Arrived at the foot of the gangplank the young man removed his hat with an air of perplexity, and looked about him. He was of the rather florid, always boyish type; and the removal of his hat had revealed a mat of close-curling brown hair, like a cap over his well-shaped head. The normal expression of his face was probably quizzically humorous, for already the little lines of habitual half laughter were sketched about his eyes.

"A plunger," said John Sherwood to himself, out of his knowledge of men; then as the young man glanced directly toward him, disclosing the colour and expression of his eyes, "a plunger in something," he amended, revising his first impression.

But now the humorous element was quite in abeyance, and a faint dismay had taken its place. One arm supporting the drooping girl, he was looking up and down the wharf. Not a vehicle remained save the heavy drays already backing up to receive their loads of freight. The dock hands had dropped and were coiling the line that had separated the crowd from the landing stage.

With another exclamation the woman in the carriage rose, and before Sherwood could make a move to assist her, had poised on the rim of the wheel and leaped lightly to the dock. Like a thistledown she floated to the little group at the foot of the gangplank. The steward instantly gave way to her evident intention. She passed her arm around the girl's waist. The three moved slowly toward the buggy, Mrs. Sherwood, her head bent charmingly forward, murmuring compassionate, broken, little phrases, supporting the newcomer's reviving footsteps.

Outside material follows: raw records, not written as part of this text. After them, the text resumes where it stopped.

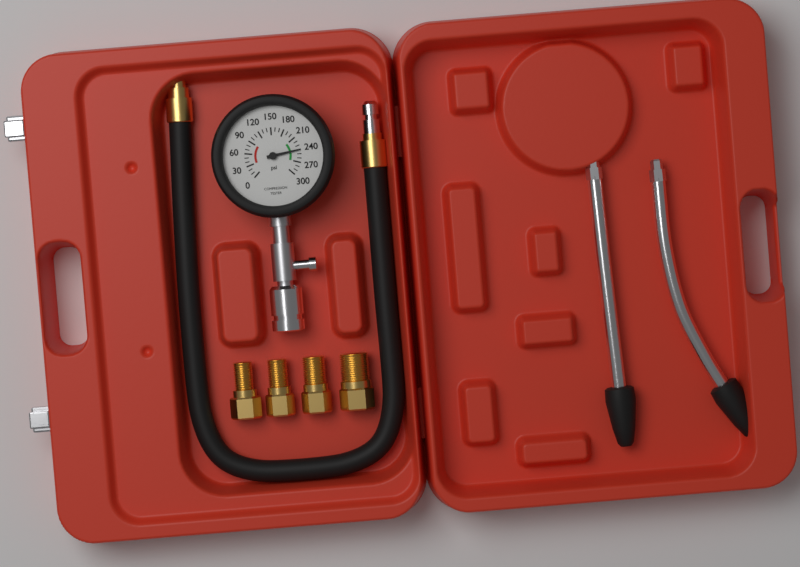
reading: 240 psi
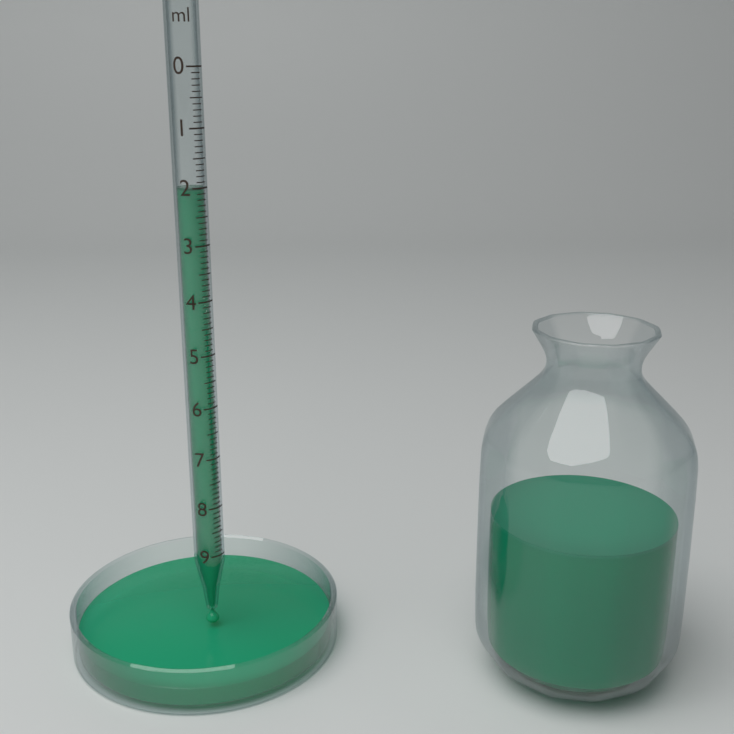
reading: 2.0 ml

Sherwood, a faint, fond amusement lurking in the depths of his eyes, quietly cramped the wheels of the buggy.

IV

A half hour later the two men, having deposited the women safely in the Sherwoods' rooms at the Bella Union, and having been unceremoniously dismissed by Mrs. Sherwood, strolled together to the veranda. They had not, until now, had a chance to exchange six words.

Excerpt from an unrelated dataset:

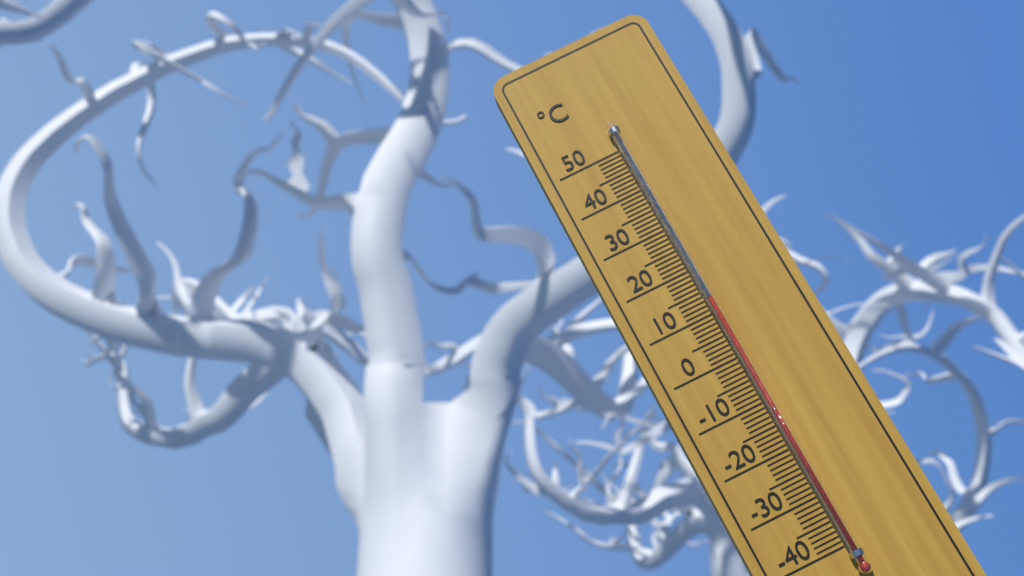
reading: 13 °C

The newcomer, who announced himself as Milton Keith from Baltimore, proved to have a likable and engaging personality. He was bubbling with interest and enthusiasm; and these qualities, provided they are backed solidly, are always prepossessing. Sherwood, quietly studying him, concluded that such was the case. His jaw and mouth were set in firm lines; his eye, while dancing and mischievous, had depths of capability and reserves of forcefulness. But Sherwood was, by inclination and by the necessities of his profession, a close observer of men. Another, less practised, might have seen here merely an eager, rather talkative, apparently volatile, very friendly, quite unreserved young man of twenty-five. Any one, analytical or otherwise, could not have avoided feeling the attractive force of the youth's personality, the friendly quality that is nine tenths individual magnetism and one tenth the cast of mind that initially takes for granted the other man's friendliness.